1950-2000
During the 1950s Dial became the best-selling deodorant soap in the US. The company adopted the slogan "Aren't you glad you use Dial? Don't you wish everybody did?" in 1953. In the 1960s, Armour expanded the Dial line with deodorants and shaving creams. During this period the young Dale Carnegie became the company's highest-selling salesman in their South Omaha sales region.
Chicago-based bus company Greyhound Corporation acquired Armour and Co. and its Dial brand in 1970. Greyhound kept the company's meatpacking (Armour Foods) and consumer products operations (Armour-Dial) and sold the rest of its assets. In 1971, Greyhound moved Armour-Dial's headquarters from Chicago to Phoenix, Arizona, to a newly-built $83 million building.
Greyhound's rapid diversification and frequent unit restructurings led to erratic profitability. In 1981, John Teets was appointed chairman of Greyhound and began selling unprofitable subsidiaries. After meatpackers struck at Armour Food meat-packing plants in the early-1980s, Teets shut 29 plants and sold its meatpacking operation to ConAgra, Inc. (now ConAgra Foods, Inc.), but kept its canned meat business. Greyhound's Armour-Dial unit continued to manufacture the canned meat products while licensing the Armour-Star brand name.
A similar labor feud at Greyhound led to the sale of the bus operations in 1987. Armour-Dial acquired the household products business Purex Corporation in 1985. Two years later it introduced Liquid Dial soap as well as acquiring the Twenty-Mule-Team Borax laundry products business. In 1990, the company acquired the Breck's hair products line.
To reflect its changing focus, the company changed its name to The Dial Corporation in 1991. When it sold Greyhound Line, Inc and then Motor Coach Industries to the public in 1993, it exited the US bus industry altogether. Also that year Dial bought Renuzit air fresheners from S. C. Johnson. The company introduced the Nature's Accents line of skin care products in 1995.
In late 1995, management of parent Dial Corporation announced their intent to split the company and spin off the consumer products segment. In 1996, the remaining company became the Viad Corporation, consisting of financial and leisure products. The consumer business was reborn as a new Dial Corporation, soon relocating its corporate offices to Scottsdale, Arizona, adjacent to its long-time research and development facility. That same year, John Teets and Andrew S Patti were both ousted from their respective roles as CEO and President and replaced by Malcolm Jozoff, a former P&G manager, whose tenure included major layoffs in the fall of 1996 and then a series of financially disastrous acquisitions the following four years. In 2000, Jozoff was fired and replaced by Herbert Baum, with a mandate from the board of directors to find a suitable buyer for the company.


**ACTION ITEM:** Go through the entries below, tally each line that has the word "open", and give only the total.

**DATASET RECORDS:**
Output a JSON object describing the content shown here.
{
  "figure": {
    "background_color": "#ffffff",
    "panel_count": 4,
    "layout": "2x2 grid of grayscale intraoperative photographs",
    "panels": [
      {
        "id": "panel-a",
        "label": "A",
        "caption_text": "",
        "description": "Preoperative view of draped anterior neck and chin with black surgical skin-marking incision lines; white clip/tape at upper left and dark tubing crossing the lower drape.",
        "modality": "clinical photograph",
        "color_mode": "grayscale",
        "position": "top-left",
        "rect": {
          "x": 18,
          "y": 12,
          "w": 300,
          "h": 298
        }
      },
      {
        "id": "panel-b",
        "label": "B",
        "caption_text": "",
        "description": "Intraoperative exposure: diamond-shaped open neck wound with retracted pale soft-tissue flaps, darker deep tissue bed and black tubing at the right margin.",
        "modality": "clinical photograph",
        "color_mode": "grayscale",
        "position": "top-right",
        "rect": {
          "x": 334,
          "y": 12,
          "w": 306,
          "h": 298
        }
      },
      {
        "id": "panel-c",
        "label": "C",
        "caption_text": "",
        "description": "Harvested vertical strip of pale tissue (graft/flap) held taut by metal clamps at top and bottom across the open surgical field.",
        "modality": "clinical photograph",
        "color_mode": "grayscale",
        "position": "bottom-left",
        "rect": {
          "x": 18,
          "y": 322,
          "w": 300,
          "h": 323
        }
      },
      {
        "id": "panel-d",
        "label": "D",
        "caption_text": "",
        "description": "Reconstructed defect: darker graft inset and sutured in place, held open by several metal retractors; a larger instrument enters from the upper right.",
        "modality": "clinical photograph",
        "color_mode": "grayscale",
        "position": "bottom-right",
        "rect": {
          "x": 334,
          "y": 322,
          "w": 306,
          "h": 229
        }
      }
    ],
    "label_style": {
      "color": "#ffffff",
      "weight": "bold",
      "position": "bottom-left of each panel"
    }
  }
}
* * *
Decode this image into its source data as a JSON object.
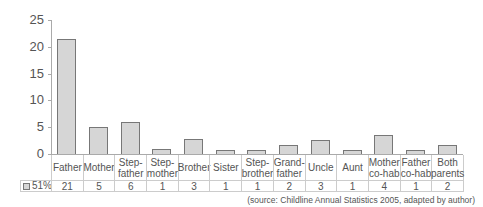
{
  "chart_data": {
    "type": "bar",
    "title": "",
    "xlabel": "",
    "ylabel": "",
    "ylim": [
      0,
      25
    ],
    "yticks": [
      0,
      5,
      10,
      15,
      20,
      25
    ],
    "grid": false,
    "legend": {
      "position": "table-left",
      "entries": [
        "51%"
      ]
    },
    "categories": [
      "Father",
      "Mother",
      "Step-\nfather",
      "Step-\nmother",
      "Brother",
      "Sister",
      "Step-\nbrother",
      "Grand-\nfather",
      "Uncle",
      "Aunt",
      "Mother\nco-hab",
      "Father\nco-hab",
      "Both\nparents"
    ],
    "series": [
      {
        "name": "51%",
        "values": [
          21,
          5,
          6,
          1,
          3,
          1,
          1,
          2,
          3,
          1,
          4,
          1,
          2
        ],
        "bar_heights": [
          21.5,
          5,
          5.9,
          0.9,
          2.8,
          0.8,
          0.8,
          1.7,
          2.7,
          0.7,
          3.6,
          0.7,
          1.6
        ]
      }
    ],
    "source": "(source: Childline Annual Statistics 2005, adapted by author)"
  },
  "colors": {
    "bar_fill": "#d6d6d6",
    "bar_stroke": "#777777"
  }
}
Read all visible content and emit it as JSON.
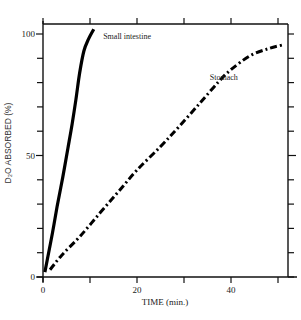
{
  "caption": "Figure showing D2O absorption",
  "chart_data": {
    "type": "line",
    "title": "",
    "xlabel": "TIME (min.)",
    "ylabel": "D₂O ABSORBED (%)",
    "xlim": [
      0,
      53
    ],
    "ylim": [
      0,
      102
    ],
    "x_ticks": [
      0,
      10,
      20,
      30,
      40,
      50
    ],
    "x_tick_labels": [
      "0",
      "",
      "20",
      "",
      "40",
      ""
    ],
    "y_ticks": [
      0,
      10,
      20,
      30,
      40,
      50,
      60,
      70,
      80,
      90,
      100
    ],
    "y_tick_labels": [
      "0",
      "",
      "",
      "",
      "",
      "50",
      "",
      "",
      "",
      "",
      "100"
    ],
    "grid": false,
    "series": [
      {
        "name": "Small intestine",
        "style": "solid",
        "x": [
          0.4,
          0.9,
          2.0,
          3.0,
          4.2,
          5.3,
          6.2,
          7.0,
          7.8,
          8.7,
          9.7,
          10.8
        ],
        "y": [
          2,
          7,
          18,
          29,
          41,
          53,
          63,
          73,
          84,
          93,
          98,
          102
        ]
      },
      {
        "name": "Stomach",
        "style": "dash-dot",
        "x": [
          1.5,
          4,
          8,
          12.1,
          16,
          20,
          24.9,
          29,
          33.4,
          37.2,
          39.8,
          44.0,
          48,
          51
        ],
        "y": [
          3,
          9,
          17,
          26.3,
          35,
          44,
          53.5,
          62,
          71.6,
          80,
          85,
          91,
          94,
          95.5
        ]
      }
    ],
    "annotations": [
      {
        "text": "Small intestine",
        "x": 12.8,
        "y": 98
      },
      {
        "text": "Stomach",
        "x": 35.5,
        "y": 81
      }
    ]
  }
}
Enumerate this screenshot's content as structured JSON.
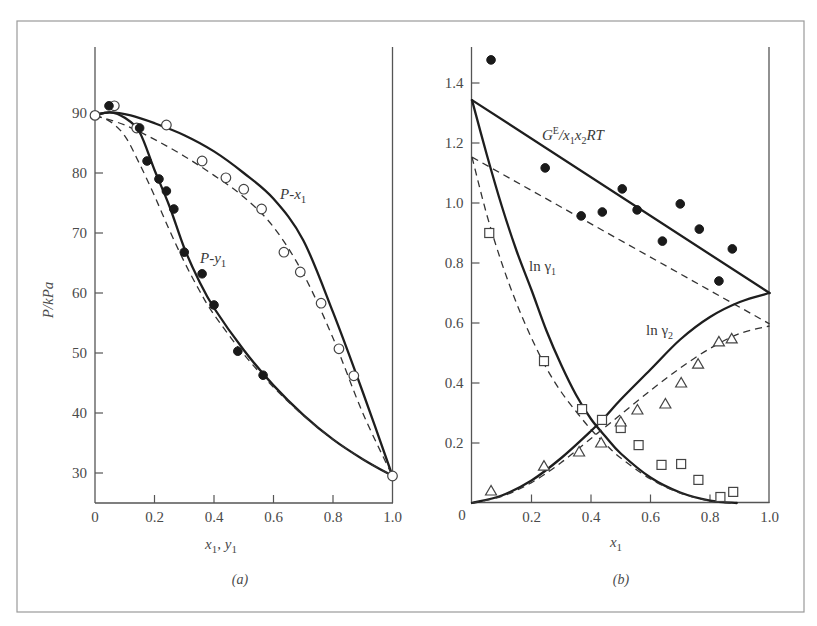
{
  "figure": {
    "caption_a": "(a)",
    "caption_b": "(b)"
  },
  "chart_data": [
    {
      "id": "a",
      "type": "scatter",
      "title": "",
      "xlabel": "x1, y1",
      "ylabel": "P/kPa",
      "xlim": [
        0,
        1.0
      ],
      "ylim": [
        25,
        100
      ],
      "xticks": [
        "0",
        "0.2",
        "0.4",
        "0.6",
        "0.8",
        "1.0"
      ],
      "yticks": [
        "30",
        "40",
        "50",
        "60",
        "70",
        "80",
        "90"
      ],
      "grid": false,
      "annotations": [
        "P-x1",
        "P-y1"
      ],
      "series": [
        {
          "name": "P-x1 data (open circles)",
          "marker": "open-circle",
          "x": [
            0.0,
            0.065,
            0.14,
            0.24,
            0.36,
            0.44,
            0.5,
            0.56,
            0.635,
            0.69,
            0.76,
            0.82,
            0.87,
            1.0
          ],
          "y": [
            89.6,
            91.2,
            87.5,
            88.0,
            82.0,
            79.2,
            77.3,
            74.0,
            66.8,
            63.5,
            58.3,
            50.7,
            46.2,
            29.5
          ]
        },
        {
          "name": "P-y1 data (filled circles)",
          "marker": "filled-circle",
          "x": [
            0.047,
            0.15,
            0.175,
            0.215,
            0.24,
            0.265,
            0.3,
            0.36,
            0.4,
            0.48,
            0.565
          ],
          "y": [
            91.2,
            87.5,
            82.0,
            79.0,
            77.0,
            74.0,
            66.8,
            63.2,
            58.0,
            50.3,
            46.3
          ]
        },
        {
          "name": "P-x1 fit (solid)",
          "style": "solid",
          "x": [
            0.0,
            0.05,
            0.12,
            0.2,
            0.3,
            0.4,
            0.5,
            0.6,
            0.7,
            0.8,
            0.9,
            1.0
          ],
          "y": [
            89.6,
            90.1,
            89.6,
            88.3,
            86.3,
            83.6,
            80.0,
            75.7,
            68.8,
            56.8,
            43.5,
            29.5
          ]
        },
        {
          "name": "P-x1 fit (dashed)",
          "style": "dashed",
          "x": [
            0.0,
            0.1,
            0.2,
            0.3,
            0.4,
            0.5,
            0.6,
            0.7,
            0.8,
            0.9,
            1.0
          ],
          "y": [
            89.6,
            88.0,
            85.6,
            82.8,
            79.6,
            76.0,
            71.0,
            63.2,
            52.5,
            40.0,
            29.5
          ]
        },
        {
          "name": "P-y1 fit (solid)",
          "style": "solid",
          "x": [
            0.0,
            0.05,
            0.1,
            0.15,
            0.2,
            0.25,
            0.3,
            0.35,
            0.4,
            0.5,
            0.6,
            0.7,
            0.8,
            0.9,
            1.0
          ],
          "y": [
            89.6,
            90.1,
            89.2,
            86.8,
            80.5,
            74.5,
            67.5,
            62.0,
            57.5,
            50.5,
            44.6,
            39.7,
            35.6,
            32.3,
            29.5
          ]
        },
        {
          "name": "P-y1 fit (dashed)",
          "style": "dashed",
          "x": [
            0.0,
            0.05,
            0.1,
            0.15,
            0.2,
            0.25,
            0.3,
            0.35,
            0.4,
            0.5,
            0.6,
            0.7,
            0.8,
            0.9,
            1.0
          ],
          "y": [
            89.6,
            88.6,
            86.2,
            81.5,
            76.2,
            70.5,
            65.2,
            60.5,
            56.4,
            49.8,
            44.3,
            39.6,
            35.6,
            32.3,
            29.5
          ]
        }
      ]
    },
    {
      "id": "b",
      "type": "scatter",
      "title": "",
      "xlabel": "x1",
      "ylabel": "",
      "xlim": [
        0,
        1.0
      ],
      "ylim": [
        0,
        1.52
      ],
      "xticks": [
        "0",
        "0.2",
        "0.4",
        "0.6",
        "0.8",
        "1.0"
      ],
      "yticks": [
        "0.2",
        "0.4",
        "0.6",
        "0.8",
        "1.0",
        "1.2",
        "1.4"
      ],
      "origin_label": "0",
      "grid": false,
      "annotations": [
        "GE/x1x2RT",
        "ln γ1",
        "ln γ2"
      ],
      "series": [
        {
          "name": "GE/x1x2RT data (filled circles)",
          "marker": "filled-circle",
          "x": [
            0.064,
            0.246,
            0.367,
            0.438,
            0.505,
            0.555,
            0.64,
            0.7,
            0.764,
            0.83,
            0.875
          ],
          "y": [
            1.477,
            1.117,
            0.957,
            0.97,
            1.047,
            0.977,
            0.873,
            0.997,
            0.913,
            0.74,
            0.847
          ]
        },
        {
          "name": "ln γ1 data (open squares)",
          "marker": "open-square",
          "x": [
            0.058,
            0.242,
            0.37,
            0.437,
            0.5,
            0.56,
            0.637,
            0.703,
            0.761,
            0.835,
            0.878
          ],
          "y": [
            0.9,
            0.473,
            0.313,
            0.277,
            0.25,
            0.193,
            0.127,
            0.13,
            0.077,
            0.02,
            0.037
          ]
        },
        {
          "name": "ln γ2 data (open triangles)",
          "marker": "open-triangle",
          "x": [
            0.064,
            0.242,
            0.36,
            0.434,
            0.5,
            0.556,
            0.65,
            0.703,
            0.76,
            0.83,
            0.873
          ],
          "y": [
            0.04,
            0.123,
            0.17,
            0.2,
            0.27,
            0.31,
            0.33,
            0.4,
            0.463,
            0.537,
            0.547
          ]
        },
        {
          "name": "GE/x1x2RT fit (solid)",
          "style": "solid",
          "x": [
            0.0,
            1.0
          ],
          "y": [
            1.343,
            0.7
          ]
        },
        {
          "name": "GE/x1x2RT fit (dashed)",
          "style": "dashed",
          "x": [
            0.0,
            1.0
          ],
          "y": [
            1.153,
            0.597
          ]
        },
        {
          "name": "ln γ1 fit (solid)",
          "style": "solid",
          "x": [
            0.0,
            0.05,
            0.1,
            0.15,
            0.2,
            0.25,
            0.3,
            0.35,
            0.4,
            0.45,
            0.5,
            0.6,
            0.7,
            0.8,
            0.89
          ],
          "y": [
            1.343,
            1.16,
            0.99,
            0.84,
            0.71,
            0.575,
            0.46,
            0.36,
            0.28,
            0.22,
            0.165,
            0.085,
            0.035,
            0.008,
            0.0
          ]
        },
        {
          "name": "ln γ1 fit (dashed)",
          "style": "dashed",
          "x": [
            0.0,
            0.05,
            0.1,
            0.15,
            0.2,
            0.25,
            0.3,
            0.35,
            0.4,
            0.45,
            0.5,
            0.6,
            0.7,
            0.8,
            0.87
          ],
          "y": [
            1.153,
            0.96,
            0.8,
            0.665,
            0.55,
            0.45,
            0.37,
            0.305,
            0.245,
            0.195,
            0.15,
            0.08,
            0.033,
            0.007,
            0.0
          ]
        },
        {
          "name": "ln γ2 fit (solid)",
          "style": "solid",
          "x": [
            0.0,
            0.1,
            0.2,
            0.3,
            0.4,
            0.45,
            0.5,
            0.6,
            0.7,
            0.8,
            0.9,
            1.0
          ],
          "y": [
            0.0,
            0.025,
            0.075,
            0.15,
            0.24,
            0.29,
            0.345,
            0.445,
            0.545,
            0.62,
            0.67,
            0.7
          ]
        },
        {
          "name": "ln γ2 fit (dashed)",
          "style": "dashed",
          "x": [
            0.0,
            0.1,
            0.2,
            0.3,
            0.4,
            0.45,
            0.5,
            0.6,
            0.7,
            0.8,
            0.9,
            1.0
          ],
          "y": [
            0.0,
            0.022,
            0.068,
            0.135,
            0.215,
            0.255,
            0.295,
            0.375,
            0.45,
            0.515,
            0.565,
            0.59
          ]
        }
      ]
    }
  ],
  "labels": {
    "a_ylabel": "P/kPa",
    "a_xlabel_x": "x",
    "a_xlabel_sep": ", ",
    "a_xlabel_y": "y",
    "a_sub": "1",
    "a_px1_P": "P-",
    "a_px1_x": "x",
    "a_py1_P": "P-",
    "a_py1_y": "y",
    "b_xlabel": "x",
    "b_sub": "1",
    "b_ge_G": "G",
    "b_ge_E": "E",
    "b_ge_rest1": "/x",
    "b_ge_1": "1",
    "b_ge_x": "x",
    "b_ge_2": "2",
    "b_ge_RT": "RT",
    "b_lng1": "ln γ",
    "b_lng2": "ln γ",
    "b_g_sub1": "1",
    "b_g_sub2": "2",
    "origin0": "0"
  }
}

**SOLVED PROBLEM:** 9